I have really positive feelings towards the effective altruism community on the whole. I think EA is one of the most important ideas out there right now.
However, I think that there is a lot of hostility in the movement towards those of us who started off as ‘ineffective altruists,’ as opposed to coming from the more typical Silicon Valley perspective. I have a high IQ, but I struggled through college and had to drop out of a STEM program as a result of serious mental health disturbances. After college, I wanted to make a difference, so I’ve spent my time since then working in crisis homeless shelters. I’ve broken up fistfights, intervened in heroin overdoses, received 2am death threats from paranoid meth addicts, mopped up the blood from miscarriages. I know that the work I’ve done isn’t as effective as what the Against Malaria Foundation does, but I’ve still worked really hard to help people, and I’ve found that my peers in the movement have been very dismissive of it.
I’m really looking to build skills in an area where I can do more effective direct work. I keep hearing that the movement is talent-constrained, but it isn’t clearly explained anywhere what the talent constraints are, specifically. I went to EA Global hoping for career advice—an expensive choice for someone in social work! -- but even talking one-on-one with Ben Todd, I didn’t get any actionable advice. There’s a lot of advice out there for people who are interested in earning to give, and for anyone who already has great career prospects, but for fuck-ups like me, there doesn’t seem to be any advice on skills to develop, how to go back to school, or anything of that kind.
When I’ve tried so hard to get any actionable advice whatsoever about what I should do, and nobody has any, and yet there’s nothing but contempt for people in social work or doing local volunteer work to make a difference—that’s a movement that isn’t accessible to me, and isn’t accessible to a lot of people, and it makes me want to ragequit. If you don’t respect the backbreaking work I’ve done for years while attempting to help people, that’s fine, but please have some kind of halfway viable advice for what I should be doing instead if you’re going to dismiss what I’m currently doing as ineffective.
Write about what you’ve learned doing direct work that might be relevant to EAs.
Reach out to me if I can be helpful with this in any way.
Keep doing the good work you know how to do, if you don’t see any better options.
Stay alert for high-leverage opportunities to do more, including opportunities you can see and other EAs can’t, where additional funding or people or expertise that EAs might have would be helpful.
“Keep doing the good work you know how to do, if you don’t see any better options” still sounds implicitly dismissive to me. It sounds like you believe there are better options, and only a lack of knowledge or vision is keeping this person from identifying them.
Breaking up fistfights and intervening in heroin overdoses to me sound like things that have small-to-moderate chances of preventing catastrophic, permanent harm to the people involved. I don’t know how often opportunities like that come up, but is it so hard to imagine they outstrip a GWWC pledger on an average or even substantially above-average salary?
Anonymous #28:
I want to hug this person so much!
I want to encourage this person to:
Write about what you’ve learned doing direct work that might be relevant to EAs.
Reach out to me if I can be helpful with this in any way.
Keep doing the good work you know how to do, if you don’t see any better options.
Stay alert for high-leverage opportunities to do more, including opportunities you can see and other EAs can’t, where additional funding or people or expertise that EAs might have would be helpful.
so much!
“Keep doing the good work you know how to do, if you don’t see any better options” still sounds implicitly dismissive to me. It sounds like you believe there are better options, and only a lack of knowledge or vision is keeping this person from identifying them.
Breaking up fistfights and intervening in heroin overdoses to me sound like things that have small-to-moderate chances of preventing catastrophic, permanent harm to the people involved. I don’t know how often opportunities like that come up, but is it so hard to imagine they outstrip a GWWC pledger on an average or even substantially above-average salary?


[How to complete this task]
For this item, repeat the material exactly while omitting its pictures.

[Source information]
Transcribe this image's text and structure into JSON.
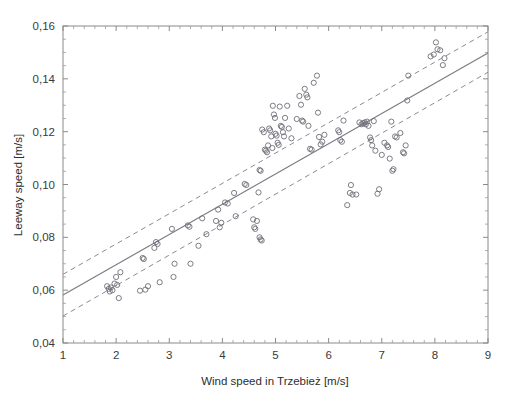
{
  "chart_data": {
    "type": "scatter",
    "title": "",
    "xlabel": "Wind speed in Trzebież [m/s]",
    "ylabel": "Leeway speed [m/s]",
    "xlim": [
      1,
      9
    ],
    "ylim": [
      0.04,
      0.16
    ],
    "xticks": [
      1,
      2,
      3,
      4,
      5,
      6,
      7,
      8,
      9
    ],
    "yticks": [
      0.04,
      0.06,
      0.08,
      0.1,
      0.12,
      0.14,
      0.16
    ],
    "xtick_labels": [
      "1",
      "2",
      "3",
      "4",
      "5",
      "6",
      "7",
      "8",
      "9"
    ],
    "ytick_labels": [
      "0,04",
      "0,06",
      "0,08",
      "0,10",
      "0,12",
      "0,14",
      "0,16"
    ],
    "x_minor_step": 0.2,
    "y_minor_step": 0.005,
    "grid": false,
    "legend": null,
    "marker": "open-circle",
    "marker_color": "#6e6e78",
    "series": [
      {
        "name": "Measurements",
        "points": [
          [
            1.83,
            0.0615
          ],
          [
            1.86,
            0.0605
          ],
          [
            1.88,
            0.0595
          ],
          [
            1.9,
            0.061
          ],
          [
            1.93,
            0.06
          ],
          [
            1.97,
            0.0625
          ],
          [
            2.0,
            0.065
          ],
          [
            2.02,
            0.062
          ],
          [
            2.05,
            0.057
          ],
          [
            2.08,
            0.0668
          ],
          [
            2.45,
            0.0598
          ],
          [
            2.5,
            0.0722
          ],
          [
            2.52,
            0.0718
          ],
          [
            2.55,
            0.0602
          ],
          [
            2.6,
            0.0615
          ],
          [
            2.72,
            0.076
          ],
          [
            2.75,
            0.0782
          ],
          [
            2.78,
            0.0775
          ],
          [
            2.82,
            0.063
          ],
          [
            3.05,
            0.0832
          ],
          [
            3.08,
            0.065
          ],
          [
            3.1,
            0.07
          ],
          [
            3.35,
            0.0845
          ],
          [
            3.38,
            0.084
          ],
          [
            3.4,
            0.07
          ],
          [
            3.55,
            0.0768
          ],
          [
            3.62,
            0.0872
          ],
          [
            3.7,
            0.0812
          ],
          [
            3.88,
            0.0862
          ],
          [
            3.92,
            0.0905
          ],
          [
            3.95,
            0.0838
          ],
          [
            3.98,
            0.0855
          ],
          [
            4.05,
            0.0932
          ],
          [
            4.1,
            0.0928
          ],
          [
            4.22,
            0.0968
          ],
          [
            4.25,
            0.088
          ],
          [
            4.42,
            0.1002
          ],
          [
            4.45,
            0.0998
          ],
          [
            4.58,
            0.0868
          ],
          [
            4.6,
            0.0838
          ],
          [
            4.62,
            0.0832
          ],
          [
            4.65,
            0.0862
          ],
          [
            4.68,
            0.097
          ],
          [
            4.7,
            0.08
          ],
          [
            4.72,
            0.0792
          ],
          [
            4.74,
            0.0788
          ],
          [
            4.7,
            0.1055
          ],
          [
            4.72,
            0.1052
          ],
          [
            4.75,
            0.1208
          ],
          [
            4.78,
            0.1198
          ],
          [
            4.8,
            0.1132
          ],
          [
            4.82,
            0.1128
          ],
          [
            4.84,
            0.1122
          ],
          [
            4.86,
            0.1148
          ],
          [
            4.88,
            0.1212
          ],
          [
            4.9,
            0.1205
          ],
          [
            4.92,
            0.1182
          ],
          [
            4.94,
            0.1138
          ],
          [
            4.95,
            0.1298
          ],
          [
            4.97,
            0.1265
          ],
          [
            4.99,
            0.1252
          ],
          [
            5.0,
            0.1192
          ],
          [
            5.02,
            0.1185
          ],
          [
            5.04,
            0.1158
          ],
          [
            5.06,
            0.115
          ],
          [
            5.08,
            0.1295
          ],
          [
            5.1,
            0.1222
          ],
          [
            5.12,
            0.1218
          ],
          [
            5.14,
            0.1198
          ],
          [
            5.16,
            0.1182
          ],
          [
            5.18,
            0.1252
          ],
          [
            5.22,
            0.1298
          ],
          [
            5.25,
            0.1212
          ],
          [
            5.3,
            0.1175
          ],
          [
            5.4,
            0.1248
          ],
          [
            5.45,
            0.1335
          ],
          [
            5.48,
            0.1302
          ],
          [
            5.5,
            0.1242
          ],
          [
            5.52,
            0.1238
          ],
          [
            5.55,
            0.1362
          ],
          [
            5.58,
            0.134
          ],
          [
            5.6,
            0.133
          ],
          [
            5.62,
            0.1222
          ],
          [
            5.65,
            0.1135
          ],
          [
            5.68,
            0.1132
          ],
          [
            5.72,
            0.1385
          ],
          [
            5.78,
            0.1412
          ],
          [
            5.8,
            0.1272
          ],
          [
            5.82,
            0.118
          ],
          [
            5.85,
            0.1152
          ],
          [
            5.88,
            0.1162
          ],
          [
            5.92,
            0.1188
          ],
          [
            6.18,
            0.1205
          ],
          [
            6.2,
            0.1198
          ],
          [
            6.22,
            0.1168
          ],
          [
            6.25,
            0.1162
          ],
          [
            6.28,
            0.1242
          ],
          [
            6.35,
            0.0922
          ],
          [
            6.4,
            0.0968
          ],
          [
            6.42,
            0.0998
          ],
          [
            6.45,
            0.0962
          ],
          [
            6.52,
            0.0962
          ],
          [
            6.58,
            0.1235
          ],
          [
            6.62,
            0.1228
          ],
          [
            6.65,
            0.1232
          ],
          [
            6.68,
            0.1235
          ],
          [
            6.7,
            0.1228
          ],
          [
            6.72,
            0.1238
          ],
          [
            6.75,
            0.1222
          ],
          [
            6.78,
            0.1178
          ],
          [
            6.8,
            0.1168
          ],
          [
            6.82,
            0.1148
          ],
          [
            6.85,
            0.124
          ],
          [
            6.88,
            0.1128
          ],
          [
            6.92,
            0.0965
          ],
          [
            6.95,
            0.0982
          ],
          [
            7.0,
            0.1112
          ],
          [
            7.05,
            0.1158
          ],
          [
            7.1,
            0.1148
          ],
          [
            7.12,
            0.1142
          ],
          [
            7.15,
            0.1098
          ],
          [
            7.18,
            0.1238
          ],
          [
            7.2,
            0.1052
          ],
          [
            7.22,
            0.1058
          ],
          [
            7.25,
            0.1182
          ],
          [
            7.28,
            0.1178
          ],
          [
            7.35,
            0.1195
          ],
          [
            7.4,
            0.1122
          ],
          [
            7.42,
            0.1118
          ],
          [
            7.45,
            0.1148
          ],
          [
            7.48,
            0.1318
          ],
          [
            7.5,
            0.1412
          ],
          [
            7.92,
            0.1485
          ],
          [
            7.98,
            0.1492
          ],
          [
            8.02,
            0.1538
          ],
          [
            8.05,
            0.1512
          ],
          [
            8.1,
            0.1508
          ],
          [
            8.15,
            0.1452
          ],
          [
            8.18,
            0.1478
          ]
        ]
      }
    ],
    "fit_line": {
      "name": "Linear regression",
      "style": "solid",
      "endpoints": [
        [
          1,
          0.0582
        ],
        [
          9,
          0.1498
        ]
      ]
    },
    "confidence_bands": [
      {
        "name": "Upper confidence limit",
        "style": "dashed",
        "endpoints": [
          [
            1,
            0.066
          ],
          [
            9,
            0.1578
          ]
        ]
      },
      {
        "name": "Lower confidence limit",
        "style": "dashed",
        "endpoints": [
          [
            1,
            0.0502
          ],
          [
            9,
            0.1425
          ]
        ]
      }
    ]
  }
}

[Solution]
Transcribe this image's text and structure into JSON.
{
  "chart_data": {
    "type": "scatter",
    "title": "",
    "xlabel": "Wind speed in Trzebież [m/s]",
    "ylabel": "Leeway speed [m/s]",
    "xlim": [
      1,
      9
    ],
    "ylim": [
      0.04,
      0.16
    ],
    "xticks": [
      1,
      2,
      3,
      4,
      5,
      6,
      7,
      8,
      9
    ],
    "yticks": [
      0.04,
      0.06,
      0.08,
      0.1,
      0.12,
      0.14,
      0.16
    ],
    "xtick_labels": [
      "1",
      "2",
      "3",
      "4",
      "5",
      "6",
      "7",
      "8",
      "9"
    ],
    "ytick_labels": [
      "0,04",
      "0,06",
      "0,08",
      "0,10",
      "0,12",
      "0,14",
      "0,16"
    ],
    "x_minor_step": 0.2,
    "y_minor_step": 0.005,
    "grid": false,
    "legend": null,
    "marker": "open-circle",
    "marker_color": "#6e6e78",
    "series": [
      {
        "name": "Measurements",
        "points": [
          [
            1.83,
            0.0615
          ],
          [
            1.86,
            0.0605
          ],
          [
            1.88,
            0.0595
          ],
          [
            1.9,
            0.061
          ],
          [
            1.93,
            0.06
          ],
          [
            1.97,
            0.0625
          ],
          [
            2.0,
            0.065
          ],
          [
            2.02,
            0.062
          ],
          [
            2.05,
            0.057
          ],
          [
            2.08,
            0.0668
          ],
          [
            2.45,
            0.0598
          ],
          [
            2.5,
            0.0722
          ],
          [
            2.52,
            0.0718
          ],
          [
            2.55,
            0.0602
          ],
          [
            2.6,
            0.0615
          ],
          [
            2.72,
            0.076
          ],
          [
            2.75,
            0.0782
          ],
          [
            2.78,
            0.0775
          ],
          [
            2.82,
            0.063
          ],
          [
            3.05,
            0.0832
          ],
          [
            3.08,
            0.065
          ],
          [
            3.1,
            0.07
          ],
          [
            3.35,
            0.0845
          ],
          [
            3.38,
            0.084
          ],
          [
            3.4,
            0.07
          ],
          [
            3.55,
            0.0768
          ],
          [
            3.62,
            0.0872
          ],
          [
            3.7,
            0.0812
          ],
          [
            3.88,
            0.0862
          ],
          [
            3.92,
            0.0905
          ],
          [
            3.95,
            0.0838
          ],
          [
            3.98,
            0.0855
          ],
          [
            4.05,
            0.0932
          ],
          [
            4.1,
            0.0928
          ],
          [
            4.22,
            0.0968
          ],
          [
            4.25,
            0.088
          ],
          [
            4.42,
            0.1002
          ],
          [
            4.45,
            0.0998
          ],
          [
            4.58,
            0.0868
          ],
          [
            4.6,
            0.0838
          ],
          [
            4.62,
            0.0832
          ],
          [
            4.65,
            0.0862
          ],
          [
            4.68,
            0.097
          ],
          [
            4.7,
            0.08
          ],
          [
            4.72,
            0.0792
          ],
          [
            4.74,
            0.0788
          ],
          [
            4.7,
            0.1055
          ],
          [
            4.72,
            0.1052
          ],
          [
            4.75,
            0.1208
          ],
          [
            4.78,
            0.1198
          ],
          [
            4.8,
            0.1132
          ],
          [
            4.82,
            0.1128
          ],
          [
            4.84,
            0.1122
          ],
          [
            4.86,
            0.1148
          ],
          [
            4.88,
            0.1212
          ],
          [
            4.9,
            0.1205
          ],
          [
            4.92,
            0.1182
          ],
          [
            4.94,
            0.1138
          ],
          [
            4.95,
            0.1298
          ],
          [
            4.97,
            0.1265
          ],
          [
            4.99,
            0.1252
          ],
          [
            5.0,
            0.1192
          ],
          [
            5.02,
            0.1185
          ],
          [
            5.04,
            0.1158
          ],
          [
            5.06,
            0.115
          ],
          [
            5.08,
            0.1295
          ],
          [
            5.1,
            0.1222
          ],
          [
            5.12,
            0.1218
          ],
          [
            5.14,
            0.1198
          ],
          [
            5.16,
            0.1182
          ],
          [
            5.18,
            0.1252
          ],
          [
            5.22,
            0.1298
          ],
          [
            5.25,
            0.1212
          ],
          [
            5.3,
            0.1175
          ],
          [
            5.4,
            0.1248
          ],
          [
            5.45,
            0.1335
          ],
          [
            5.48,
            0.1302
          ],
          [
            5.5,
            0.1242
          ],
          [
            5.52,
            0.1238
          ],
          [
            5.55,
            0.1362
          ],
          [
            5.58,
            0.134
          ],
          [
            5.6,
            0.133
          ],
          [
            5.62,
            0.1222
          ],
          [
            5.65,
            0.1135
          ],
          [
            5.68,
            0.1132
          ],
          [
            5.72,
            0.1385
          ],
          [
            5.78,
            0.1412
          ],
          [
            5.8,
            0.1272
          ],
          [
            5.82,
            0.118
          ],
          [
            5.85,
            0.1152
          ],
          [
            5.88,
            0.1162
          ],
          [
            5.92,
            0.1188
          ],
          [
            6.18,
            0.1205
          ],
          [
            6.2,
            0.1198
          ],
          [
            6.22,
            0.1168
          ],
          [
            6.25,
            0.1162
          ],
          [
            6.28,
            0.1242
          ],
          [
            6.35,
            0.0922
          ],
          [
            6.4,
            0.0968
          ],
          [
            6.42,
            0.0998
          ],
          [
            6.45,
            0.0962
          ],
          [
            6.52,
            0.0962
          ],
          [
            6.58,
            0.1235
          ],
          [
            6.62,
            0.1228
          ],
          [
            6.65,
            0.1232
          ],
          [
            6.68,
            0.1235
          ],
          [
            6.7,
            0.1228
          ],
          [
            6.72,
            0.1238
          ],
          [
            6.75,
            0.1222
          ],
          [
            6.78,
            0.1178
          ],
          [
            6.8,
            0.1168
          ],
          [
            6.82,
            0.1148
          ],
          [
            6.85,
            0.124
          ],
          [
            6.88,
            0.1128
          ],
          [
            6.92,
            0.0965
          ],
          [
            6.95,
            0.0982
          ],
          [
            7.0,
            0.1112
          ],
          [
            7.05,
            0.1158
          ],
          [
            7.1,
            0.1148
          ],
          [
            7.12,
            0.1142
          ],
          [
            7.15,
            0.1098
          ],
          [
            7.18,
            0.1238
          ],
          [
            7.2,
            0.1052
          ],
          [
            7.22,
            0.1058
          ],
          [
            7.25,
            0.1182
          ],
          [
            7.28,
            0.1178
          ],
          [
            7.35,
            0.1195
          ],
          [
            7.4,
            0.1122
          ],
          [
            7.42,
            0.1118
          ],
          [
            7.45,
            0.1148
          ],
          [
            7.48,
            0.1318
          ],
          [
            7.5,
            0.1412
          ],
          [
            7.92,
            0.1485
          ],
          [
            7.98,
            0.1492
          ],
          [
            8.02,
            0.1538
          ],
          [
            8.05,
            0.1512
          ],
          [
            8.1,
            0.1508
          ],
          [
            8.15,
            0.1452
          ],
          [
            8.18,
            0.1478
          ]
        ]
      }
    ],
    "fit_line": {
      "name": "Linear regression",
      "style": "solid",
      "endpoints": [
        [
          1,
          0.0582
        ],
        [
          9,
          0.1498
        ]
      ]
    },
    "confidence_bands": [
      {
        "name": "Upper confidence limit",
        "style": "dashed",
        "endpoints": [
          [
            1,
            0.066
          ],
          [
            9,
            0.1578
          ]
        ]
      },
      {
        "name": "Lower confidence limit",
        "style": "dashed",
        "endpoints": [
          [
            1,
            0.0502
          ],
          [
            9,
            0.1425
          ]
        ]
      }
    ]
  }
}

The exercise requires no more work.